Scînteia ("The Spark"; a new spelling of the name in Romanian would be Scânteia) was the name of two newspapers edited by Communist groups at different intervals in Romanian history. The title was a borrowing from the Russian Iskra.

[edit] History

The very first paper of that name was edited by Romanian revolutionaries in Bolshevist Russia, appearing throughout 1919 in the city of Odessa.

Scînteia reemerged as the official voice of the Communist Party of Romania on August 15, 1931, being published clandestinely in Bucharest until 1940 (when the hostility between Romania and the Soviet Union grew to a level were a crackdown on communist propaganda became imminent). It had managed to completely discredit itself in the eyes of the public by approving of the menacing Molotov-Ribbentrop Pact.

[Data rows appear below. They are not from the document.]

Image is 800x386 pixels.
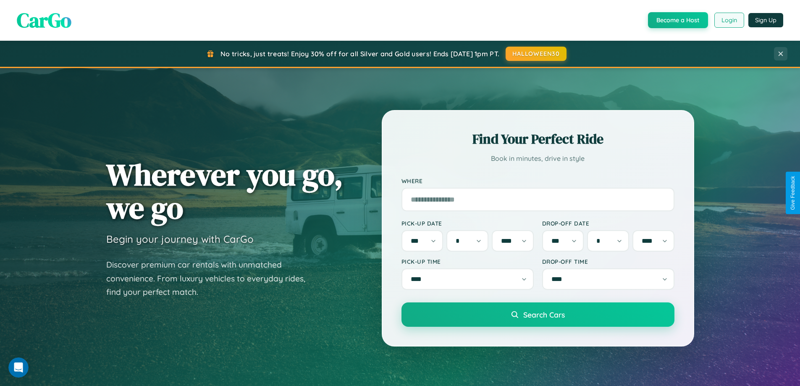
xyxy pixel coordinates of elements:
[524,310,565,319] span: Search Cars
[749,13,784,27] button: Sign Up
[106,158,343,224] h1: Wherever you go, we go
[8,358,29,378] iframe: Intercom live chat
[402,130,675,148] h2: Find Your Perfect Ride
[542,220,675,227] label: Drop-off Date
[402,220,534,227] label: Pick-up Date
[17,6,71,34] span: CarGo
[648,12,708,28] button: Become a Host
[402,303,675,327] button: Search Cars
[542,258,675,265] label: Drop-off Time
[790,176,796,210] div: Give Feedback
[106,233,254,245] h3: Begin your journey with CarGo
[106,258,316,299] p: Discover premium car rentals with unmatched convenience. From luxury vehicles to everyday rides, ...
[506,47,567,61] button: HALLOWEEN30
[402,153,675,165] p: Book in minutes, drive in style
[715,13,745,28] button: Login
[402,177,675,184] label: Where
[221,50,500,58] span: No tricks, just treats! Enjoy 30% off for all Silver and Gold users! Ends [DATE] 1pm PT.
[402,258,534,265] label: Pick-up Time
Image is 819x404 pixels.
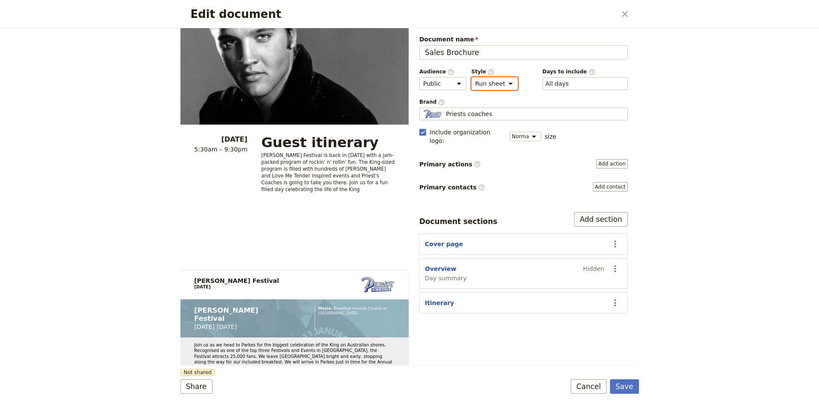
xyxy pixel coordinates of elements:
[194,323,216,330] span: [DATE]
[446,110,492,118] span: Priests coaches
[419,183,485,192] span: Primary contacts
[608,296,623,310] button: Actions
[425,240,463,248] button: Cover page
[180,369,215,376] span: Not shared
[180,379,212,394] button: Share
[194,285,210,290] span: [DATE]
[618,7,632,21] button: Close dialog
[419,160,481,169] span: Primary actions
[419,99,628,106] span: Brand
[546,79,569,88] button: Days to include​Clear input
[419,45,628,60] input: Document name
[419,77,466,90] select: Audience​
[318,306,395,316] div: Meals:
[571,379,607,394] button: Cancel
[438,99,445,105] span: ​
[574,212,628,227] button: Add section
[194,277,279,284] h1: [PERSON_NAME] Festival
[261,136,395,149] div: Guest itinerary
[543,68,628,76] span: Days to include
[608,237,623,251] button: Actions
[221,136,247,144] span: [DATE]
[608,262,623,276] button: Actions
[191,8,616,20] h2: Edit document
[194,146,247,153] span: 5:30am – 9:30pm
[216,323,237,330] span: [DATE]
[510,132,541,141] select: size
[610,379,639,394] button: Save
[478,184,485,191] span: ​
[419,216,498,227] div: Document sections
[471,77,518,90] select: Style​
[488,69,495,75] span: ​
[360,277,395,293] img: Priests coaches logo
[425,274,467,282] span: Day summary
[593,182,628,192] button: Primary contacts​
[597,159,628,169] button: Primary actions​
[419,35,628,44] span: Document name
[425,265,457,273] button: Overview
[430,128,505,145] span: Include organization logo :
[474,161,481,168] span: ​
[318,306,387,315] span: Breakfast enroute | Lunch at [GEOGRAPHIC_DATA]
[589,69,596,75] span: ​
[419,68,466,76] span: Audience
[194,306,258,323] span: [PERSON_NAME] Festival
[583,265,605,273] span: Hidden
[545,132,556,141] span: size
[423,110,442,118] img: Profile
[448,69,454,75] span: ​
[425,299,454,307] button: Itinerary
[261,152,396,192] span: [PERSON_NAME] Festival is back in [DATE] with a jam-packed program of rockin' n' rollin' fun. The...
[471,68,518,76] span: Style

With Romania withdrawing from the Axis and joining the Allies in August 1944, Scînteia was yet again being published, to remain the approved, sanctioning, body of communist politics. During Communist Romania (since early 1948), it was the barometer of policy changes, and the main medium through which the regime indicated its aims (for example, Scînteia served as the tribune for slander campaigns against intellectuals such as Tudor Arghezi and Pamfil Şeicaru). Moreover (indicative of the relations between the official voice and other media), in 1961, August 15 was declared the Romanian Press Day.

The headquarters of the paper were the main feature of the Socialist Realist Combinatul Poligrafic Casa Scînteii "I.V.Stalin", a name later reduced to Casa Scînteii (after it dropped the reference to Joseph Stalin). Today, the building goes by the name Casa Presei Libere ("The House of the Free Press").

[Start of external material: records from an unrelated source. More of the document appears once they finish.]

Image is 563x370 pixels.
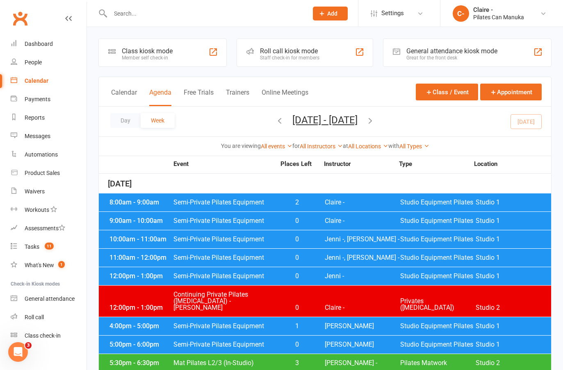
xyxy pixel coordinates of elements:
[122,55,173,61] div: Member self check-in
[11,219,86,238] a: Assessments
[108,8,302,19] input: Search...
[325,218,400,224] span: Claire -
[25,41,53,47] div: Dashboard
[313,7,348,20] button: Add
[275,199,318,206] span: 2
[275,161,318,167] strong: Places Left
[327,10,337,17] span: Add
[325,323,400,330] span: [PERSON_NAME]
[292,114,357,126] button: [DATE] - [DATE]
[325,199,400,206] span: Claire -
[25,188,45,195] div: Waivers
[400,255,475,261] span: Studio Equipment Pilates
[107,323,173,330] div: 4:00pm - 5:00pm
[324,161,399,167] strong: Instructor
[107,218,173,224] div: 9:00am - 10:00am
[25,207,49,213] div: Workouts
[11,290,86,308] a: General attendance kiosk mode
[348,143,388,150] a: All Locations
[107,341,173,348] div: 5:00pm - 6:00pm
[400,273,475,280] span: Studio Equipment Pilates
[474,161,549,167] strong: Location
[25,243,39,250] div: Tasks
[11,53,86,72] a: People
[11,256,86,275] a: What's New1
[275,255,318,261] span: 0
[275,341,318,348] span: 0
[99,174,551,193] div: [DATE]
[416,84,478,100] button: Class / Event
[173,218,275,224] span: Semi-Private Pilates Equipment
[25,151,58,158] div: Automations
[260,55,319,61] div: Staff check-in for members
[388,143,399,149] strong: with
[399,161,474,167] strong: Type
[25,296,75,302] div: General attendance
[221,143,261,149] strong: You are viewing
[226,89,249,106] button: Trainers
[173,255,275,261] span: Semi-Private Pilates Equipment
[343,143,348,149] strong: at
[475,255,551,261] span: Studio 1
[107,273,173,280] div: 12:00pm - 1:00pm
[25,96,50,102] div: Payments
[275,218,318,224] span: 0
[381,4,404,23] span: Settings
[173,199,275,206] span: Semi-Private Pilates Equipment
[173,360,275,366] span: Mat Pilates L2/3 (In-Studio)
[25,332,61,339] div: Class check-in
[173,161,275,167] strong: Event
[325,236,400,243] span: Jenni -, [PERSON_NAME] -
[122,47,173,55] div: Class kiosk mode
[275,273,318,280] span: 0
[406,55,497,61] div: Great for the front desk
[11,109,86,127] a: Reports
[475,360,551,366] span: Studio 2
[473,14,524,21] div: Pilates Can Manuka
[45,243,54,250] span: 11
[261,143,292,150] a: All events
[475,218,551,224] span: Studio 1
[11,72,86,90] a: Calendar
[107,305,173,311] div: 12:00pm - 1:00pm
[107,255,173,261] div: 11:00am - 12:00pm
[173,273,275,280] span: Semi-Private Pilates Equipment
[25,133,50,139] div: Messages
[107,236,173,243] div: 10:00am - 11:00am
[400,236,475,243] span: Studio Equipment Pilates
[173,236,275,243] span: Semi-Private Pilates Equipment
[11,90,86,109] a: Payments
[11,182,86,201] a: Waivers
[25,114,45,121] div: Reports
[475,199,551,206] span: Studio 1
[11,238,86,256] a: Tasks 11
[325,255,400,261] span: Jenni -, [PERSON_NAME] -
[275,305,318,311] span: 0
[275,360,318,366] span: 3
[107,199,173,206] div: 8:00am - 9:00am
[325,341,400,348] span: [PERSON_NAME]
[475,341,551,348] span: Studio 1
[58,261,65,268] span: 1
[480,84,541,100] button: Appointment
[25,314,44,321] div: Roll call
[400,218,475,224] span: Studio Equipment Pilates
[406,47,497,55] div: General attendance kiosk mode
[400,199,475,206] span: Studio Equipment Pilates
[25,77,48,84] div: Calendar
[11,145,86,164] a: Automations
[325,273,400,280] span: Jenni -
[475,323,551,330] span: Studio 1
[25,342,32,349] span: 3
[473,6,524,14] div: Claire -
[25,170,60,176] div: Product Sales
[452,5,469,22] div: C-
[11,327,86,345] a: Class kiosk mode
[11,127,86,145] a: Messages
[325,305,400,311] span: Claire -
[292,143,300,149] strong: for
[173,323,275,330] span: Semi-Private Pilates Equipment
[261,89,308,106] button: Online Meetings
[300,143,343,150] a: All Instructors
[110,113,141,128] button: Day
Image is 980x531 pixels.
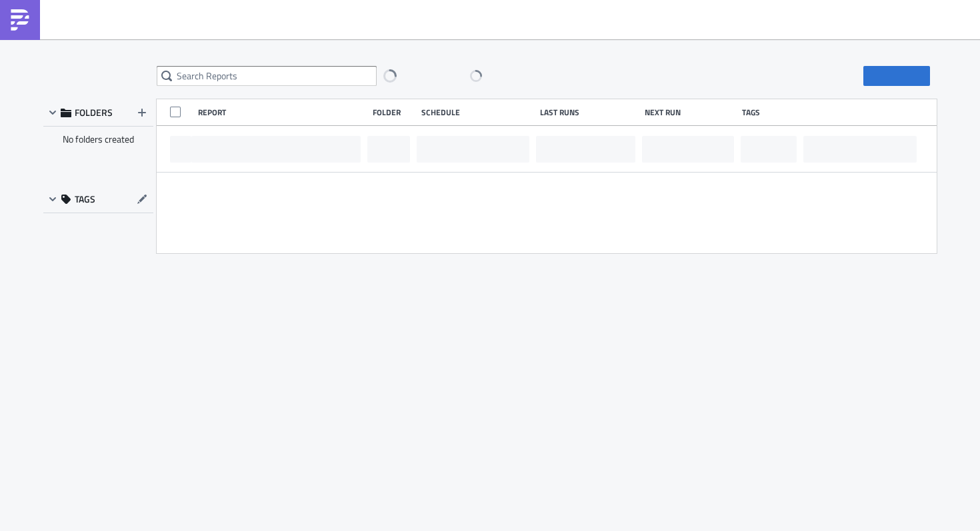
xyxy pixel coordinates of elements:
span: FOLDERS [74,106,113,119]
div: Last Runs [539,107,638,118]
div: Next Run [645,107,736,118]
div: Folder [373,107,414,118]
div: Report [198,107,366,118]
img: PushMetrics [9,9,31,31]
div: No folders created [43,127,153,152]
div: Tags [742,107,797,118]
div: Schedule [421,107,533,118]
input: Search Reports [156,66,377,86]
span: TAGS [74,193,95,205]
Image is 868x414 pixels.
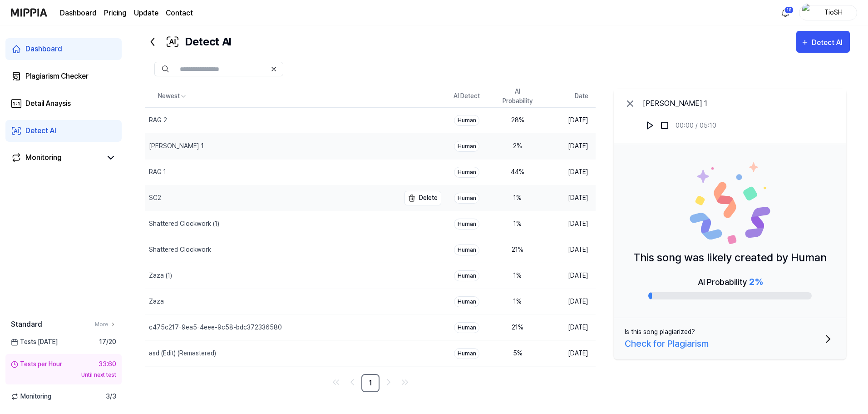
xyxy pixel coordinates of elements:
[543,340,595,366] td: [DATE]
[11,359,62,368] div: Tests per Hour
[11,152,102,163] a: Monitoring
[398,374,412,389] a: Go to last page
[25,43,62,55] div: Dashboard
[361,374,380,392] a: 1
[149,270,172,280] div: Zaza (1)
[500,219,535,229] div: 1 %
[454,296,479,307] div: Human
[500,167,535,177] div: 44 %
[11,337,58,346] span: Tests [DATE]
[99,337,116,346] span: 17 / 20
[660,121,669,130] img: stop
[454,245,479,255] div: Human
[345,374,359,389] a: Go to previous page
[149,349,216,358] div: asd (Edit) (Remastered)
[11,371,116,379] div: Until next test
[149,193,161,203] div: SC2
[780,8,791,18] img: 알림
[500,245,535,254] div: 21 %
[25,98,71,109] div: Detail Anaysis
[454,166,479,178] div: Human
[106,391,116,401] span: 3 / 3
[149,322,282,332] div: c475c217-9ea5-4eee-9c58-bdc372336580
[816,8,851,17] div: TioSH
[543,236,595,263] td: [DATE]
[642,98,716,109] div: [PERSON_NAME] 1
[5,65,122,87] a: Plagiarism Checker
[543,185,595,210] td: [DATE]
[454,192,479,204] div: Human
[500,141,535,150] div: 2 %
[5,38,122,60] a: Dashboard
[543,85,595,107] th: Date
[543,107,595,133] td: [DATE]
[812,36,845,49] div: Detect AI
[149,245,211,254] div: Shattered Clockwork
[25,125,56,136] div: Detect AI
[149,167,166,177] div: RAG 1
[784,6,794,14] div: 16
[5,93,122,115] a: Detail Anaysis
[11,391,52,401] span: Monitoring
[625,337,709,350] div: Check for Plagiarism
[145,31,231,52] div: Detect AI
[441,85,492,107] th: AI Detect
[381,374,396,389] a: Go to next page
[625,327,695,337] div: Is this song plagiarized?
[500,270,535,280] div: 1 %
[149,141,204,150] div: [PERSON_NAME] 1
[454,348,479,359] div: Human
[60,8,96,19] a: Dashboard
[799,5,857,21] button: profileTioSH
[454,141,479,152] div: Human
[543,314,595,340] td: [DATE]
[149,219,219,229] div: Shattered Clockwork (1)
[25,71,89,82] div: Plagiarism Checker
[134,8,159,19] a: Update
[543,210,595,236] td: [DATE]
[500,349,535,358] div: 5 %
[95,320,116,328] a: More
[543,133,595,159] td: [DATE]
[689,162,771,244] img: Human
[797,31,850,52] button: Detect AI
[99,359,116,368] div: 33:60
[614,318,846,359] button: Is this song plagiarized?Check for Plagiarism
[500,296,535,306] div: 1 %
[329,374,343,389] a: Go to first page
[676,121,716,131] div: 00:00 / 05:10
[802,4,813,22] img: profile
[162,65,169,73] img: Search
[454,219,479,229] div: Human
[698,275,762,289] div: AI Probability
[749,276,762,287] span: 2 %
[500,115,535,125] div: 28 %
[645,121,655,130] img: play
[11,319,43,330] span: Standard
[454,270,479,281] div: Human
[454,322,479,333] div: Human
[5,120,122,142] a: Detect AI
[778,5,793,20] button: 알림16
[633,249,827,266] p: This song was likely created by Human
[25,152,62,163] div: Monitoring
[500,322,535,332] div: 21 %
[500,193,535,203] div: 1 %
[145,374,595,392] nav: pagination
[149,296,164,306] div: Zaza
[543,289,595,314] td: [DATE]
[543,159,595,185] td: [DATE]
[406,192,417,204] img: delete
[454,115,479,126] div: Human
[405,191,441,205] button: Delete
[543,263,595,289] td: [DATE]
[104,8,127,19] button: Pricing
[166,8,193,19] a: Contact
[149,115,167,125] div: RAG 2
[492,85,543,107] th: AI Probability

Scînteia was accompanied by a youth version, one edited by the Union of Communist Youth (a branch of the Party that resembled the Soviet Komsomol up to a point). Scînteia tineretului (or Scânteia tineretului; approximately "The Youth Spark") began its edition in November 1944. It was also published under the names of Tinereţea ("The Youth") and Tînărul Muncitor (or Tânărul Muncitor; "The Young Worker").

With the Romanian Revolution of 1989 came the outlawing of all Communist Party institutions, including all its newspapers. Scînteia's assets were mostly taken over by the post-communist Adevărul.